I could, of course, go on, but what is being served is only part of what makes a bar great. You will note above that I sprinkled in words like ‘cozy,’ ‘sophisticated,’ and ‘welcoming,’ which to me strike at the heart of a bar. I remember a long-standing San Francisco spot where the owner/bartender, who has since joined the great majority, was famed for his acerbic nature and brusque delivery of drinks. Which is fine for novelty’s sake, but if I’m going to regularly patronize a place I want it to feel like a home away from home, the ‘public house’ that the British eventually shortened to ‘pub.’

Which is not to say that it need be polished and refined – another San Francisco institution, the much-loved Toronado, has a bathroom that would give anyone pause – but a comfortable stool or chair and a friendly vibe go a long way to creating bar greatness.

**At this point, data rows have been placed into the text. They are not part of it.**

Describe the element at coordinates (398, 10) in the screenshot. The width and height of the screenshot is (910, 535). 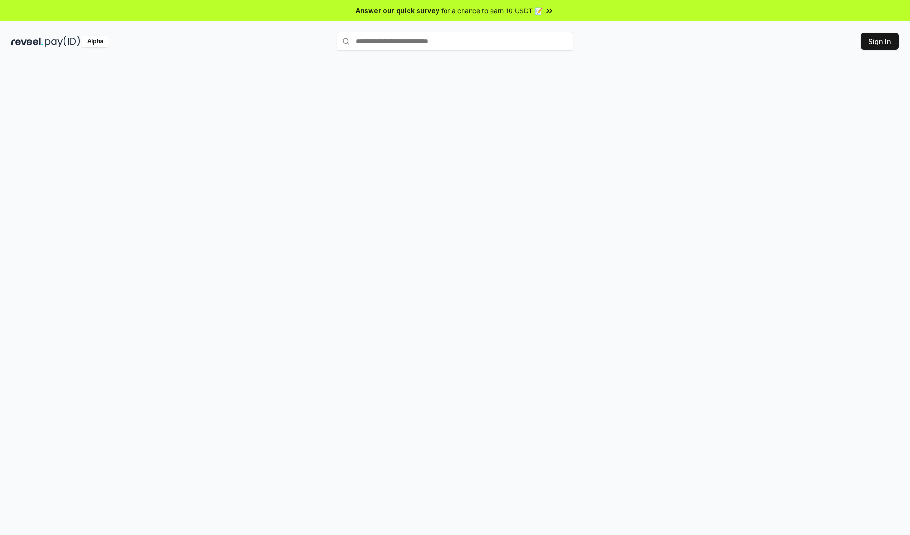
I see `span: Answer our quick survey` at that location.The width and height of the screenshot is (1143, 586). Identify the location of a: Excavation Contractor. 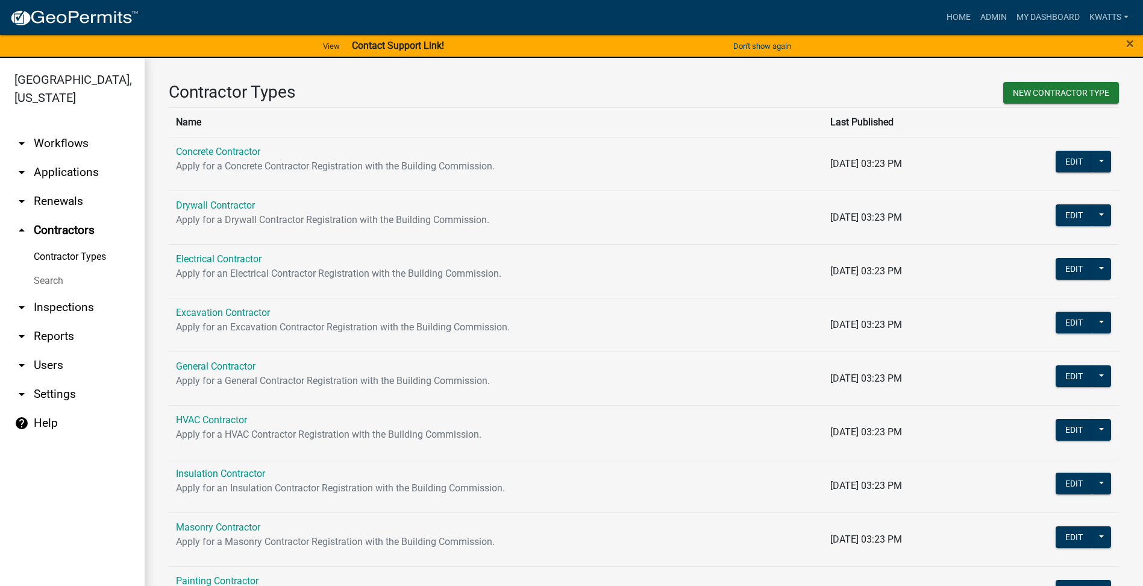
(223, 312).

I’ve been in wonderful cocktail bars where the welcome has been spectacular and the warmth divine, but also some where they are so pleased with what they are doing, be it the faux speakeasy look or the bizarre ingredients in the cocktails, that they forget the ‘hospitality’ part of ‘hospitality industry.  

Now, admittedly, the above are the elements of a bar that are important to me and perhaps me alone, and since I’ve not (yet) patronized all of the bars on each list, I must likewise admit that there is every chance they may well be present in all of the bars considered to be among the ‘best.’ But pardon me if I remain somewhat sceptical.

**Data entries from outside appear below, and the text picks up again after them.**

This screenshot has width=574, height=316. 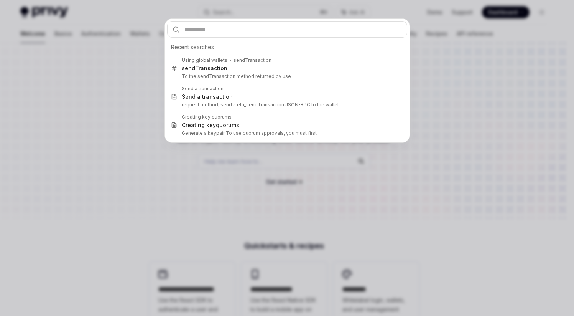 I want to click on p: request method, send a eth_ nsaction JSON-RPC to the wallet., so click(x=286, y=105).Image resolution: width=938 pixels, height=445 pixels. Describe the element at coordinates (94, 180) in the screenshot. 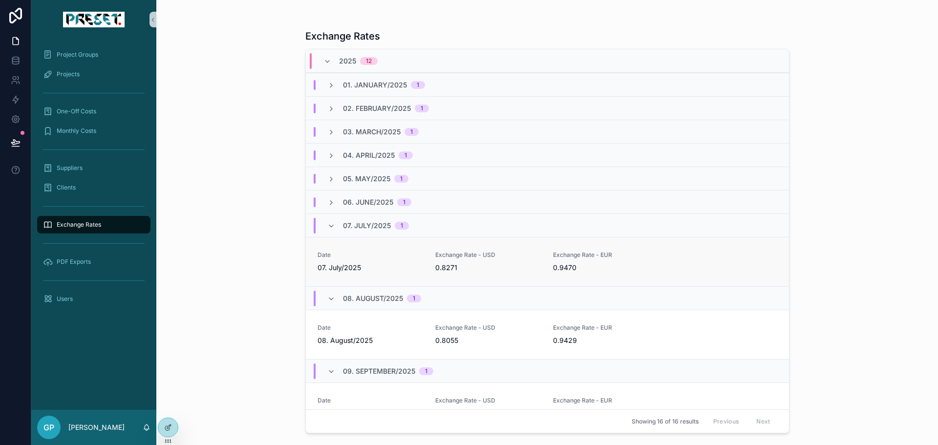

A short time ago, Dick Snyder wrote in this space that his measure of a bar was its ability to make him a proper sidecar, an all-too-simple cocktail which, I will agree, many bartenders still somehow screw up. (I could say the same about a negroni, but that’s another rant entirely.) And with regard to a cocktail bar, I would agree with him absolutely. 

However, the last time he and I got together socially for a drink, it was at Wvrst, a beer hall-ish spot in downtown Toronto with great sausages, the best pretzel in the city, and an enviable selection of beer, cider, and wine. Wvrst is also a terrific bar for all but the most unwaveringly German-phobic, although through my many, many visits over the years, I do not recall ever seeing anyone order a cocktail there, or in fact remember what if anything they may have available in terms of spirits beyond the Jägermeister and bourbon offered on tap. Dick and I both drank draught that day, and neither of us uttered or heard a disparaging word.